Friday, April 15, 2005

More on Bankruptcy Reform (from Asymmetrical Information)

Megan McArdale has been in her cave the last few days preparing some salvos on personal bankruptcy reform. She poked her head out today, and makes a couple of excellent posts (looks like it's six more weeks of bankruptcy issues ;0):

The Economics of Bankruptcy provides a link to an excellent post by William Sjostrom over at Atlantic Blog. It discusses the problems of moral hazard and adverse selection that have to be considered when analyzing the economics of the credit markets.


In Who's To Blame For Bankruptcy, she frames the issue in terms of tempters (the credit car compoanies) versus temptees (the borrowers). IMHO, the best lines are:

...those opposing bankruptcy tried to have it both ways: "people going into bankruptcy are desperate, not deadbeats" and "it's the credit card company's fault anyway for lending them too much money".

But these cannot both be true. If people really needed the money, to put food on the table or shoes on the kids, then it's hard to argue that they would have been somehow better off without the credit cards. And if they spent the money on things they didn't need, well then surely most of the responsibility has to lie on their shoulders?

Mark Kleiman gets around this problem by arguing that you've got two villains here--the tempters and the tempted--and it's unfair to punish only the tempted. Fair enough, except that I don't exactly understand how requiring people to fulfil contracts they've undertaken is "punishment".
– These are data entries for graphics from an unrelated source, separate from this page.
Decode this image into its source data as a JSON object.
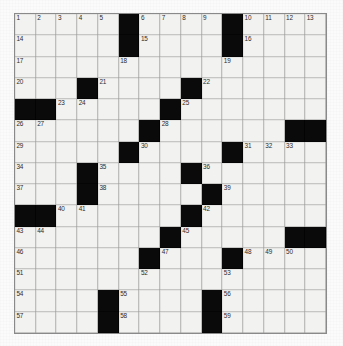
{
  "puzzle": {
    "title": "Crossword Grid",
    "rows": 15,
    "columns": 15,
    "colors": {
      "block": "#0a0a0a",
      "cell": "#f2f2f0",
      "grid_line": "#8a8a8a",
      "number_text": "#2b2b2b",
      "page_background": "#fbfbfb"
    },
    "grid": [
      [
        {
          "block": false,
          "number": "1"
        },
        {
          "block": false,
          "number": "2"
        },
        {
          "block": false,
          "number": "3"
        },
        {
          "block": false,
          "number": "4"
        },
        {
          "block": false,
          "number": "5"
        },
        {
          "block": true,
          "number": ""
        },
        {
          "block": false,
          "number": "6"
        },
        {
          "block": false,
          "number": "7"
        },
        {
          "block": false,
          "number": "8"
        },
        {
          "block": false,
          "number": "9"
        },
        {
          "block": true,
          "number": ""
        },
        {
          "block": false,
          "number": "10"
        },
        {
          "block": false,
          "number": "11"
        },
        {
          "block": false,
          "number": "12"
        },
        {
          "block": false,
          "number": "13"
        }
      ],
      [
        {
          "block": false,
          "number": "14"
        },
        {
          "block": false,
          "number": ""
        },
        {
          "block": false,
          "number": ""
        },
        {
          "block": false,
          "number": ""
        },
        {
          "block": false,
          "number": ""
        },
        {
          "block": true,
          "number": ""
        },
        {
          "block": false,
          "number": "15"
        },
        {
          "block": false,
          "number": ""
        },
        {
          "block": false,
          "number": ""
        },
        {
          "block": false,
          "number": ""
        },
        {
          "block": true,
          "number": ""
        },
        {
          "block": false,
          "number": "16"
        },
        {
          "block": false,
          "number": ""
        },
        {
          "block": false,
          "number": ""
        },
        {
          "block": false,
          "number": ""
        }
      ],
      [
        {
          "block": false,
          "number": "17"
        },
        {
          "block": false,
          "number": ""
        },
        {
          "block": false,
          "number": ""
        },
        {
          "block": false,
          "number": ""
        },
        {
          "block": false,
          "number": ""
        },
        {
          "block": false,
          "number": "18"
        },
        {
          "block": false,
          "number": ""
        },
        {
          "block": false,
          "number": ""
        },
        {
          "block": false,
          "number": ""
        },
        {
          "block": false,
          "number": ""
        },
        {
          "block": false,
          "number": "19"
        },
        {
          "block": false,
          "number": ""
        },
        {
          "block": false,
          "number": ""
        },
        {
          "block": false,
          "number": ""
        },
        {
          "block": false,
          "number": ""
        }
      ],
      [
        {
          "block": false,
          "number": "20"
        },
        {
          "block": false,
          "number": ""
        },
        {
          "block": false,
          "number": ""
        },
        {
          "block": true,
          "number": ""
        },
        {
          "block": false,
          "number": "21"
        },
        {
          "block": false,
          "number": ""
        },
        {
          "block": false,
          "number": ""
        },
        {
          "block": false,
          "number": ""
        },
        {
          "block": true,
          "number": ""
        },
        {
          "block": false,
          "number": "22"
        },
        {
          "block": false,
          "number": ""
        },
        {
          "block": false,
          "number": ""
        },
        {
          "block": false,
          "number": ""
        },
        {
          "block": false,
          "number": ""
        },
        {
          "block": false,
          "number": ""
        }
      ],
      [
        {
          "block": true,
          "number": ""
        },
        {
          "block": true,
          "number": ""
        },
        {
          "block": false,
          "number": "23"
        },
        {
          "block": false,
          "number": "24"
        },
        {
          "block": false,
          "number": ""
        },
        {
          "block": false,
          "number": ""
        },
        {
          "block": false,
          "number": ""
        },
        {
          "block": true,
          "number": ""
        },
        {
          "block": false,
          "number": "25"
        },
        {
          "block": false,
          "number": ""
        },
        {
          "block": false,
          "number": ""
        },
        {
          "block": false,
          "number": ""
        },
        {
          "block": false,
          "number": ""
        },
        {
          "block": false,
          "number": ""
        },
        {
          "block": false,
          "number": ""
        }
      ],
      [
        {
          "block": false,
          "number": "26"
        },
        {
          "block": false,
          "number": "27"
        },
        {
          "block": false,
          "number": ""
        },
        {
          "block": false,
          "number": ""
        },
        {
          "block": false,
          "number": ""
        },
        {
          "block": false,
          "number": ""
        },
        {
          "block": true,
          "number": ""
        },
        {
          "block": false,
          "number": "28"
        },
        {
          "block": false,
          "number": ""
        },
        {
          "block": false,
          "number": ""
        },
        {
          "block": false,
          "number": ""
        },
        {
          "block": false,
          "number": ""
        },
        {
          "block": false,
          "number": ""
        },
        {
          "block": true,
          "number": ""
        },
        {
          "block": true,
          "number": ""
        }
      ],
      [
        {
          "block": false,
          "number": "29"
        },
        {
          "block": false,
          "number": ""
        },
        {
          "block": false,
          "number": ""
        },
        {
          "block": false,
          "number": ""
        },
        {
          "block": false,
          "number": ""
        },
        {
          "block": true,
          "number": ""
        },
        {
          "block": false,
          "number": "30"
        },
        {
          "block": false,
          "number": ""
        },
        {
          "block": false,
          "number": ""
        },
        {
          "block": false,
          "number": ""
        },
        {
          "block": true,
          "number": ""
        },
        {
          "block": false,
          "number": "31"
        },
        {
          "block": false,
          "number": "32"
        },
        {
          "block": false,
          "number": "33"
        },
        {
          "block": false,
          "number": ""
        }
      ],
      [
        {
          "block": false,
          "number": "34"
        },
        {
          "block": false,
          "number": ""
        },
        {
          "block": false,
          "number": ""
        },
        {
          "block": true,
          "number": ""
        },
        {
          "block": false,
          "number": "35"
        },
        {
          "block": false,
          "number": ""
        },
        {
          "block": false,
          "number": ""
        },
        {
          "block": false,
          "number": ""
        },
        {
          "block": true,
          "number": ""
        },
        {
          "block": false,
          "number": "36"
        },
        {
          "block": false,
          "number": ""
        },
        {
          "block": false,
          "number": ""
        },
        {
          "block": false,
          "number": ""
        },
        {
          "block": false,
          "number": ""
        },
        {
          "block": false,
          "number": ""
        }
      ],
      [
        {
          "block": false,
          "number": "37"
        },
        {
          "block": false,
          "number": ""
        },
        {
          "block": false,
          "number": ""
        },
        {
          "block": true,
          "number": ""
        },
        {
          "block": false,
          "number": "38"
        },
        {
          "block": false,
          "number": ""
        },
        {
          "block": false,
          "number": ""
        },
        {
          "block": false,
          "number": ""
        },
        {
          "block": false,
          "number": ""
        },
        {
          "block": true,
          "number": ""
        },
        {
          "block": false,
          "number": "39"
        },
        {
          "block": false,
          "number": ""
        },
        {
          "block": false,
          "number": ""
        },
        {
          "block": false,
          "number": ""
        },
        {
          "block": false,
          "number": ""
        }
      ],
      [
        {
          "block": true,
          "number": ""
        },
        {
          "block": true,
          "number": ""
        },
        {
          "block": false,
          "number": "40"
        },
        {
          "block": false,
          "number": "41"
        },
        {
          "block": false,
          "number": ""
        },
        {
          "block": false,
          "number": ""
        },
        {
          "block": false,
          "number": ""
        },
        {
          "block": false,
          "number": ""
        },
        {
          "block": true,
          "number": ""
        },
        {
          "block": false,
          "number": "42"
        },
        {
          "block": false,
          "number": ""
        },
        {
          "block": false,
          "number": ""
        },
        {
          "block": false,
          "number": ""
        },
        {
          "block": false,
          "number": ""
        },
        {
          "block": false,
          "number": ""
        }
      ],
      [
        {
          "block": false,
          "number": "43"
        },
        {
          "block": false,
          "number": "44"
        },
        {
          "block": false,
          "number": ""
        },
        {
          "block": false,
          "number": ""
        },
        {
          "block": false,
          "number": ""
        },
        {
          "block": false,
          "number": ""
        },
        {
          "block": false,
          "number": ""
        },
        {
          "block": true,
          "number": ""
        },
        {
          "block": false,
          "number": "45"
        },
        {
          "block": false,
          "number": ""
        },
        {
          "block": false,
          "number": ""
        },
        {
          "block": false,
          "number": ""
        },
        {
          "block": false,
          "number": ""
        },
        {
          "block": true,
          "number": ""
        },
        {
          "block": true,
          "number": ""
        }
      ],
      [
        {
          "block": false,
          "number": "46"
        },
        {
          "block": false,
          "number": ""
        },
        {
          "block": false,
          "number": ""
        },
        {
          "block": false,
          "number": ""
        },
        {
          "block": false,
          "number": ""
        },
        {
          "block": false,
          "number": ""
        },
        {
          "block": true,
          "number": ""
        },
        {
          "block": false,
          "number": "47"
        },
        {
          "block": false,
          "number": ""
        },
        {
          "block": false,
          "number": ""
        },
        {
          "block": true,
          "number": ""
        },
        {
          "block": false,
          "number": "48"
        },
        {
          "block": false,
          "number": "49"
        },
        {
          "block": false,
          "number": "50"
        },
        {
          "block": false,
          "number": ""
        }
      ],
      [
        {
          "block": false,
          "number": "51"
        },
        {
          "block": false,
          "number": ""
        },
        {
          "block": false,
          "number": ""
        },
        {
          "block": false,
          "number": ""
        },
        {
          "block": false,
          "number": ""
        },
        {
          "block": false,
          "number": ""
        },
        {
          "block": false,
          "number": "52"
        },
        {
          "block": false,
          "number": ""
        },
        {
          "block": false,
          "number": ""
        },
        {
          "block": false,
          "number": ""
        },
        {
          "block": false,
          "number": "53"
        },
        {
          "block": false,
          "number": ""
        },
        {
          "block": false,
          "number": ""
        },
        {
          "block": false,
          "number": ""
        },
        {
          "block": false,
          "number": ""
        }
      ],
      [
        {
          "block": false,
          "number": "54"
        },
        {
          "block": false,
          "number": ""
        },
        {
          "block": false,
          "number": ""
        },
        {
          "block": false,
          "number": ""
        },
        {
          "block": true,
          "number": ""
        },
        {
          "block": false,
          "number": "55"
        },
        {
          "block": false,
          "number": ""
        },
        {
          "block": false,
          "number": ""
        },
        {
          "block": false,
          "number": ""
        },
        {
          "block": true,
          "number": ""
        },
        {
          "block": false,
          "number": "56"
        },
        {
          "block": false,
          "number": ""
        },
        {
          "block": false,
          "number": ""
        },
        {
          "block": false,
          "number": ""
        },
        {
          "block": false,
          "number": ""
        }
      ],
      [
        {
          "block": false,
          "number": "57"
        },
        {
          "block": false,
          "number": ""
        },
        {
          "block": false,
          "number": ""
        },
        {
          "block": false,
          "number": ""
        },
        {
          "block": true,
          "number": ""
        },
        {
          "block": false,
          "number": "58"
        },
        {
          "block": false,
          "number": ""
        },
        {
          "block": false,
          "number": ""
        },
        {
          "block": false,
          "number": ""
        },
        {
          "block": true,
          "number": ""
        },
        {
          "block": false,
          "number": "59"
        },
        {
          "block": false,
          "number": ""
        },
        {
          "block": false,
          "number": ""
        },
        {
          "block": false,
          "number": ""
        },
        {
          "block": false,
          "number": ""
        }
      ]
    ]
  }
}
...The other problem with saying we shouldn't punish the temptee unless we also punish the tempter is, of course, that none of the people making this argument have any interest in punishing the temptee.
Finally, in How Much Bankruptcy Fraud Is There, she provides a pointer to a summary of a study that examines the likely frequency of fraudulent filings (the study estimates that the number is significantly more than the oft-cited 10% number).